Decerebrate posturing of the limbs is present. Pontine infarct or hematoma cause
small, poorly reactive pupils and impaired vertical gaze. The eyes may rest
downward and inward, and one eye may be lower than the other. Brainstem
function rostral to the lesion is preserved. Pontine lesions cause
small, reactive pupils, failure of horizontal eye movements, preservation of
vertical eye movements (sometimes with spontaneous bobbing), and decerebrate
posturing. Medullary lesions may compromise vasomotor control and
breathing. Toxic disorders affecting the brainstem and cerebral hemispheres at
multiple levels cause signs inconsistent with any single anatomic locus.
Cerebellar
space-occupying lesions cause ataxia and vomiting, often followed by abducens
(cranial nerve VI) nerve or lateral gaze palsy to the side of the lesion. Signs
of lower brainstem dysfunction in the pons and medulla then develop.
TREATMENT
If a cerebral
or cerebellar lesion compresses the brain-stem, immediate treatment is required
to avoid irreversible injury. With a primary brainstem lesion, the situation is
equally urgent. Neuroradiologic investigations are critical in determining the
nature and extent of pathology. Endotracheal intubation, controlled mechanical
ventilation, and osmotic diuresis are undertaken while cranial computed
tomography (CT) is performed to determine whether the patient requires
immediate surgical decompression, cerebrospinal ventricular drainage, or
hematoma evacuation as lifesaving measures.

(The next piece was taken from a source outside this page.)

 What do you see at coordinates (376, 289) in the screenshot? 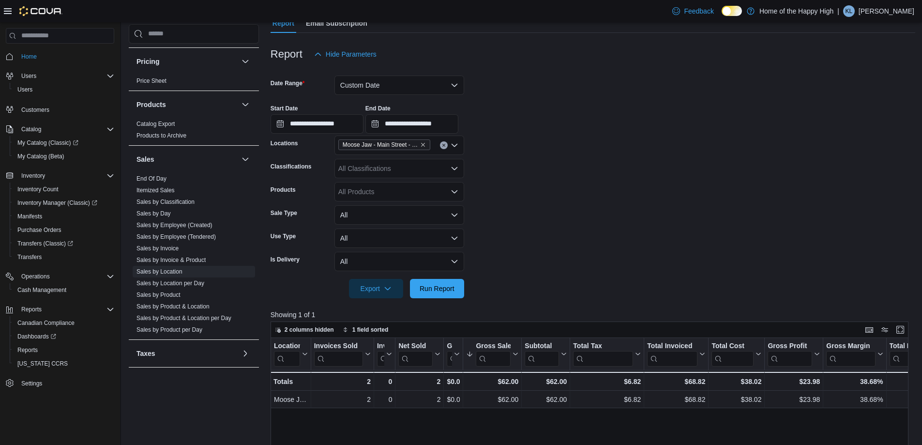
I see `span: Export` at bounding box center [376, 289].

Bilateral cerebral hemisphere disease is usually treated medically rather than surgically. It is often the result of metabolic encephalopathy from exogenous intoxication, for instance, drug overdose, alcohol intoxication, or overmedication. Endogenous intoxication is caused by organ failure (the lungs and carbon dioxide narcosis; the liver and hyperammonemia; the kidney and uremia), hyperglycemia, hypercalcemia, or hypernatremia, or by insufficiency of endogenous or exogenous, for instance, hypoglycemia, hypothyroidism, ypocalcemia, or hyponatremia.